Credit: NASA

Light travels at a finite speed. That’s why, the farther away we look in space, the deeper we are looking back into the past.
And it takes a very bright light to travel across space for billions of light-years – and still be visible. Quasars are that bright light. A single quasar outshines trillions of suns.
From Earth, quasars look like stars. But they’re not stars. Modern astronomers believe that quasars are associated with galaxies, and with black holes at the centers of galaxies. A quasar might be a black hole in the center of a young galaxy that actively devours the material around it.
Patrick Osmer: What you’ve gotten on to is another one of the great problems of modern astrophysics and cosmology, is how did these galaxies and quasars and black holes form?
That’s Patrick Osmer, a professor and chair of the astronomy department at Ohio State University.

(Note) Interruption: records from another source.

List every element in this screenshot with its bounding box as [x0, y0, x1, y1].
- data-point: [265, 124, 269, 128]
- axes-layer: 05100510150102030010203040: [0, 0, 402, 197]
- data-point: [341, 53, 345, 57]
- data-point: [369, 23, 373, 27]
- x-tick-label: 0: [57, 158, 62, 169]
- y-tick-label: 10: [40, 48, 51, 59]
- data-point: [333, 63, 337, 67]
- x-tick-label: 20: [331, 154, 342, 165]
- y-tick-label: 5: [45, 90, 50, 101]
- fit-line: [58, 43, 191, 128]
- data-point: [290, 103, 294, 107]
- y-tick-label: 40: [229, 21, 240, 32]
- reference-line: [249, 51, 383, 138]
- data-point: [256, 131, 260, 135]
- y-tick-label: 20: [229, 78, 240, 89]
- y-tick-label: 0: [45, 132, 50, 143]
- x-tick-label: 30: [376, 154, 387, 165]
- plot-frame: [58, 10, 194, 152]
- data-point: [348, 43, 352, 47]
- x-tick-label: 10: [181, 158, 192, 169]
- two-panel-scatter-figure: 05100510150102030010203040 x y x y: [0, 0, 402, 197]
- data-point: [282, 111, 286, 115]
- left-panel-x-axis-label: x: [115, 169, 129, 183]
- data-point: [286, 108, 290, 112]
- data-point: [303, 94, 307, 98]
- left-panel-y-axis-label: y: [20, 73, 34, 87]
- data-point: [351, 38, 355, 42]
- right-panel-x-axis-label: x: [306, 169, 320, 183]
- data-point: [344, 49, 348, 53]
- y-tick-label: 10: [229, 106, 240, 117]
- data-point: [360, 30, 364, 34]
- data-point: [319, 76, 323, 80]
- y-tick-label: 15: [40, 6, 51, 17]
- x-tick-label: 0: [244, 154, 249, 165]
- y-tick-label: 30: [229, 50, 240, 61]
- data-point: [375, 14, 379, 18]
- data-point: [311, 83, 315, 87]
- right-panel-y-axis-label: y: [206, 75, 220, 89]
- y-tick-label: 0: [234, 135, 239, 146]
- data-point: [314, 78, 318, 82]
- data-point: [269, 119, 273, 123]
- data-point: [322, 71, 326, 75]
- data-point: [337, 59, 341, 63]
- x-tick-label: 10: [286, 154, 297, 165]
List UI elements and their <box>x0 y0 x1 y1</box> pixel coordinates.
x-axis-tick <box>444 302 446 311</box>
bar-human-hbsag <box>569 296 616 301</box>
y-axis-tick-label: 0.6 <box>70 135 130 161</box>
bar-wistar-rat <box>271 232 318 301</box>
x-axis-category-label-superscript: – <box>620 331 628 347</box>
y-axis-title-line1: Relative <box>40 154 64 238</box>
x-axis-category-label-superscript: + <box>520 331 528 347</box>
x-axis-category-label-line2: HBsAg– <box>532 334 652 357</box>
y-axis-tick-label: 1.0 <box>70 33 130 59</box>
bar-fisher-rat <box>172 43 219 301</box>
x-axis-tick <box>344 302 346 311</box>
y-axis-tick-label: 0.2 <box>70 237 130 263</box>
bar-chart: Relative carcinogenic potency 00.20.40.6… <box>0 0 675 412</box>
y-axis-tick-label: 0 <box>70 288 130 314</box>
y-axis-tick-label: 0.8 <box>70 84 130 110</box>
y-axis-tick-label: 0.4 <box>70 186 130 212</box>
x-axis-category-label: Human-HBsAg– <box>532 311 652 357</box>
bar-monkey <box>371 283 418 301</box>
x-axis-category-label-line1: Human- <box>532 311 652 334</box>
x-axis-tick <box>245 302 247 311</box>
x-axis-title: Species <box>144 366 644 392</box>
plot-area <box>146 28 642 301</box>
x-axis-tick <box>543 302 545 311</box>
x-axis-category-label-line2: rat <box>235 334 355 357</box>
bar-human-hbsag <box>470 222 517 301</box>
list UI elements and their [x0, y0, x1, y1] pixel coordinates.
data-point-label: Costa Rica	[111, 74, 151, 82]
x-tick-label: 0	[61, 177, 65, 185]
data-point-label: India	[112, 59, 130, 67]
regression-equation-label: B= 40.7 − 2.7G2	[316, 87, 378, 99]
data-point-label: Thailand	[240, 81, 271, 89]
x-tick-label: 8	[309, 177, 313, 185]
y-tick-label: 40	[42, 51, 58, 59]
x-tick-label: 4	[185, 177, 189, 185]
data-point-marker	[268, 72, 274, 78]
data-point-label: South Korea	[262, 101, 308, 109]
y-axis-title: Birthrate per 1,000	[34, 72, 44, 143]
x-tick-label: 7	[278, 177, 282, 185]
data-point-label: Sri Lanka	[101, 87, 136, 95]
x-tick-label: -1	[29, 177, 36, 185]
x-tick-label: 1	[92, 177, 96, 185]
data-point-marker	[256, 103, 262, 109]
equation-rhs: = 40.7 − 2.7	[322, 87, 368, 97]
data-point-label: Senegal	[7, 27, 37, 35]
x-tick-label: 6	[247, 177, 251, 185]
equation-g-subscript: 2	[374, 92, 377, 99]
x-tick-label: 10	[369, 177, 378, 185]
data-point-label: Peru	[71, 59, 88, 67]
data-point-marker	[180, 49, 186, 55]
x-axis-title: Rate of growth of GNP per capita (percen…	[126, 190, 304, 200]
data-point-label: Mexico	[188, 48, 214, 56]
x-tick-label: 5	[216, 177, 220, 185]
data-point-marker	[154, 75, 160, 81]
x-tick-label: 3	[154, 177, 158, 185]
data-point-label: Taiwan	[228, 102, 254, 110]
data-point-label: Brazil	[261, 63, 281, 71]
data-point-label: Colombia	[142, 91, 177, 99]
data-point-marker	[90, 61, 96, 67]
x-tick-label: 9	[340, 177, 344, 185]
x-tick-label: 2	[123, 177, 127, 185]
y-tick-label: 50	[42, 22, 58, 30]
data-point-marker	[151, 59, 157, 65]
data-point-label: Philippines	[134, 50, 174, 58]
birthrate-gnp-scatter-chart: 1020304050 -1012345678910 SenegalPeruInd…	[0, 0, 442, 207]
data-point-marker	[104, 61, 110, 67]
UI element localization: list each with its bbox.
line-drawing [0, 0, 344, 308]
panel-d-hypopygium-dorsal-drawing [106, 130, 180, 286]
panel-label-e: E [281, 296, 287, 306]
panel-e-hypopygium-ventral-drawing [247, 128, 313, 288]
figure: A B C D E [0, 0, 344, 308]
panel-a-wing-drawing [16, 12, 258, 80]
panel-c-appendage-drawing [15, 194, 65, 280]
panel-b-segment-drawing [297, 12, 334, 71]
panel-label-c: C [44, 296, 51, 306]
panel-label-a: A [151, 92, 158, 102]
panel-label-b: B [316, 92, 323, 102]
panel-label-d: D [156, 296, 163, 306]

He told us that quasars might signal the birth of a galaxy.
Patrick Osmer: What’s exciting is that we now have the power, with telescopes like Hubble and the large ground-based telescopes, to see objects so far away that we’re seeing back to very close to the era when they were first forming. And so, that’s what we’re about here, that quasars, and in fact galaxies, can be observed at those same distances.
Osmer said astronomers now consider quasars to be associated with supermassive black holes that live in the center of galaxies. As materials fall on the black hole – pulled in by the very strong pull of the black hole’s gravity – the material gets very hot. It glows and shines so much that it can outshine the entire galaxy surrounding it. Hence a quasar.
Patrick Osmer: Quasars seem to represent a phase when galaxies, at least massive ones, were really coming together. The materials were falling together to the center. It’s still a mystery of how the central black hole formed, but it’s clearly some process resulting from the collapse of material towards the center of what became a massive galaxy and formed a central black hole. And then as more material fell into it, of course it got greatly heated by the gravitational energy released by falling near the black hole, and thus we could see it, and that’s what made quasars shine so brightly.
Thanks today to Research Corporation, a foundation for the advancement of science.